The transformation of a business is never just about evolving the offerings, markets, or economic model. It profoundly questions collective reflexes, decision-making modes, and the way teams collaborate daily. In other words: the culture.
This precise articulation between business transformation and cultural transformation was at the heart of the 5th edition of The Dots Connect, organized by The Dots and hosted by Albert School.
To discuss this, two organizations with very different trajectories shared their perspectives:
Valérie Pivert-Diallo (HR Director of Volkswagen France) and Xavier Chardon (HR Director of Volkswagen France)
Joséphine Damelincourt (HR Director of FuturMaster).
1. When the business transforms, the culture becomes visible
As long as the model works, the culture often remains implicit. But as soon as a shock occurs - acquisition, change in governance, market shift - collective behaviors become a central issue. Discussions show that culture then acts as a revealer: it either accelerates transformation... or hinders it.
FuturMaster: seizing the momentum to realign mission and culture
At FuturMaster, the trigger is clear: the entry of a majority shareholder and the departure of the founder. These simultaneous events create a rare window of collective attention.
Rather than starting with values, the company makes a structural choice: redefine the mission. Why do we work together? What unites us beyond the products?
This preliminary work allows for establishing a coherent culture with new challenges: international growth, profitability, and expansion of offerings. The culture then becomes a lever for rebalancing a strong engineering culture - focused on complexity - with demands for execution and business value.
Volkswagen Group France: transforming before being compelled to
At Volkswagen Group France, the transformation is of a different nature. The historical business is still functioning, but the signals are clear: electrification, digitization of vehicles, new entrants like Tesla, regulatory pressure.
The identified risk is that of a "Nokia effect": succeeding for too long with yesterday's right reflexes. In this context, culture becomes a tool to prepare the organization for change, even as economic indicators remain strong.
To remember: the deeper the transformation, the more culture ceases to be invisible and becomes a strategic issue.
2. Clarifying culture: from rhetoric to real behaviors
Discussions highlight a key point: working on culture does not mean stacking values but reducing the gaps between what is displayed and what is experienced. Culture plays out in concrete behaviors, not in slogans.
Naming behaviors to avoid contradictory injunctions
At Volkswagen Group France, three values emerge at the executive committee level: courage, trust, and excellence. Classic words in appearance, but the issue lies elsewhere: their operational interpretation.
Being courageous in compliance, marketing, or logistics is not straightforward.

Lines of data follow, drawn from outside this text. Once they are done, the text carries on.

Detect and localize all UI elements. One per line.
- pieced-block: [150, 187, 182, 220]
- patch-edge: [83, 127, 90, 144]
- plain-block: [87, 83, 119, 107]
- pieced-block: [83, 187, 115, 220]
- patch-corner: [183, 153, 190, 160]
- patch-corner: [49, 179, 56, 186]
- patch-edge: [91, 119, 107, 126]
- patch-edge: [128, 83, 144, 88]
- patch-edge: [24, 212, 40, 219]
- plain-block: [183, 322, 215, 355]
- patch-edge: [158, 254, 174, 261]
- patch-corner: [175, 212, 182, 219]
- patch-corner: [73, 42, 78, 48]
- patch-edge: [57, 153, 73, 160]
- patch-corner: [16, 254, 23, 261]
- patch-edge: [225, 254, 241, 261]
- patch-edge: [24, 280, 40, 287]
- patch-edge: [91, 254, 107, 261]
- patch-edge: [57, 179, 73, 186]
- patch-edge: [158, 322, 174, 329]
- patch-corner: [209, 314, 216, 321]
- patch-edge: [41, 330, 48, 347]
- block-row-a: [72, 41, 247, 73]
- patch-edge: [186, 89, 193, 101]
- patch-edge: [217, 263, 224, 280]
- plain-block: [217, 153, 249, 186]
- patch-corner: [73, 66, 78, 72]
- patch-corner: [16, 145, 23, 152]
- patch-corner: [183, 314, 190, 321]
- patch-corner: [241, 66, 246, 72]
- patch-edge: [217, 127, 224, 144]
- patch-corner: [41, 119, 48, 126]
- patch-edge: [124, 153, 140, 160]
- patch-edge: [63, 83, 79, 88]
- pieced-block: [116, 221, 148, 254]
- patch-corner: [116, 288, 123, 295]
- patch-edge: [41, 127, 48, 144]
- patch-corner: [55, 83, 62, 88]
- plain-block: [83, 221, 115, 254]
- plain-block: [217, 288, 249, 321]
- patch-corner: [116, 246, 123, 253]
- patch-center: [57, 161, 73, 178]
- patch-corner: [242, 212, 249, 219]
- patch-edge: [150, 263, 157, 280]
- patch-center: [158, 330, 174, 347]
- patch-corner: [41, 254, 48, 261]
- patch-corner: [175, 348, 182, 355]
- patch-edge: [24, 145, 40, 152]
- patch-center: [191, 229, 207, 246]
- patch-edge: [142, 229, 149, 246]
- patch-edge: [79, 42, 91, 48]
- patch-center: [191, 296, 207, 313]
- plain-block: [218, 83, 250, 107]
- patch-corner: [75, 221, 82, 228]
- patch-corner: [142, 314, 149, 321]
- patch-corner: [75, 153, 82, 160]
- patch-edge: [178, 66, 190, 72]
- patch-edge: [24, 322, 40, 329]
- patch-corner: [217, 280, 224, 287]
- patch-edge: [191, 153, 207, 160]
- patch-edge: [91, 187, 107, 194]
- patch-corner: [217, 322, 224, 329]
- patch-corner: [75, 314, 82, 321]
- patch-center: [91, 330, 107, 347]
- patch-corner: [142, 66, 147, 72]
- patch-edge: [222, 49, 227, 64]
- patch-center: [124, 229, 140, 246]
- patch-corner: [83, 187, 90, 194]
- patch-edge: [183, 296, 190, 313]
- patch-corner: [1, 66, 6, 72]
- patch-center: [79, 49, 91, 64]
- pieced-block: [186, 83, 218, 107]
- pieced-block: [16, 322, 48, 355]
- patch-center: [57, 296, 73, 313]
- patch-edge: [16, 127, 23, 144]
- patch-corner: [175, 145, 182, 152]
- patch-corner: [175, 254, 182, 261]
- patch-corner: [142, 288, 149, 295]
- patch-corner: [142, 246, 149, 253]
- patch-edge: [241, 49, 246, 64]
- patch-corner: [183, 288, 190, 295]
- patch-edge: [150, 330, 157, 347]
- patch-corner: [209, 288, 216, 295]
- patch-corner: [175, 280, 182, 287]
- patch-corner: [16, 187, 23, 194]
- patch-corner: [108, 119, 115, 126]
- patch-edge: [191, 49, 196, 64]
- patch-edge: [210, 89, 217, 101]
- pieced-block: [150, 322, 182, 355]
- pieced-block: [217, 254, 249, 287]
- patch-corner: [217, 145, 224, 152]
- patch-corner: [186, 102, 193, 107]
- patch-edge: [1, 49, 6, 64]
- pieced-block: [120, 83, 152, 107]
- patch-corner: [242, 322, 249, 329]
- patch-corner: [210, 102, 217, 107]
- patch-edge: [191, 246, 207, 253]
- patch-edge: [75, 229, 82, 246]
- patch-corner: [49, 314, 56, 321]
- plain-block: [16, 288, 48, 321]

The work, therefore, consists of translating these values into real situations without fixing teams in rigid rules. The goal is not uniformity but coherence.
Testing the culture through dilemmas
At FuturMaster, appropriation takes place through a simple and powerful tool: dilemmas. When faced with two possible options, which one is more aligned with the target culture?
This approach allows for verifying that the values do not contradict each other and that they truly help in decision-making. It also reveals a fundamental point: not everything can be foreseen. Culture must allow for a margin of interpretation while providing a clear direction.
To remember: a useful culture doesn't eliminate complexity; it helps to better arbitrate.
3. Bringing culture to life: managers, systems, and the long term
The last insight is perhaps the most demanding: a culture is not "deployed," it is nurtured. It lives in rituals, management systems, and the key role of frontline managers.
Managers: essential conduits of embodiment
The two organizations emphasize the central role of managers. At Volkswagen Group France, they are engaged through various means: expected behavior profiles, value trophies, managerial rituals, regular speeches.
At FuturMaster, the path is different: the culture serves as a foundation to build a managerial culture that is still not well formalized. Instead of launching a grand theoretical program, the company chooses a pragmatic approach integrated into daily life.
Systems, tools, and small details
Culture doesn't only live in big moments. It also expresses itself in the "ways of working," performance management, meetings, or seemingly trivial details.
The "WoW sprints" at FuturMaster illustrate this logic: cross-functional teams work for six weeks on very concrete topics (meeting efficiency, collaboration) to align practices with values.
At Volkswagen Group France, the challenge is also to embrace the coexistence of subcultures (logistics, marketing, brands) while ensuring that fundamentals remain shared.
To remember: culture strengthens when it permeates all key moments of the employee experience over time.
In conclusion
This 5th edition of The Dots Connect highlights a strong conviction: transforming your business without questioning its culture amounts to leaving the human factor out of the strategic field.
Whether a tech scale-up or a historic industrial group, culture becomes a decisive lever when it is aligned with the mission, translated into concrete behaviors, and supported over time by leaders and managers.
The question is not should the culture be transformed?, but when and how to do it to sustainably support business transformation.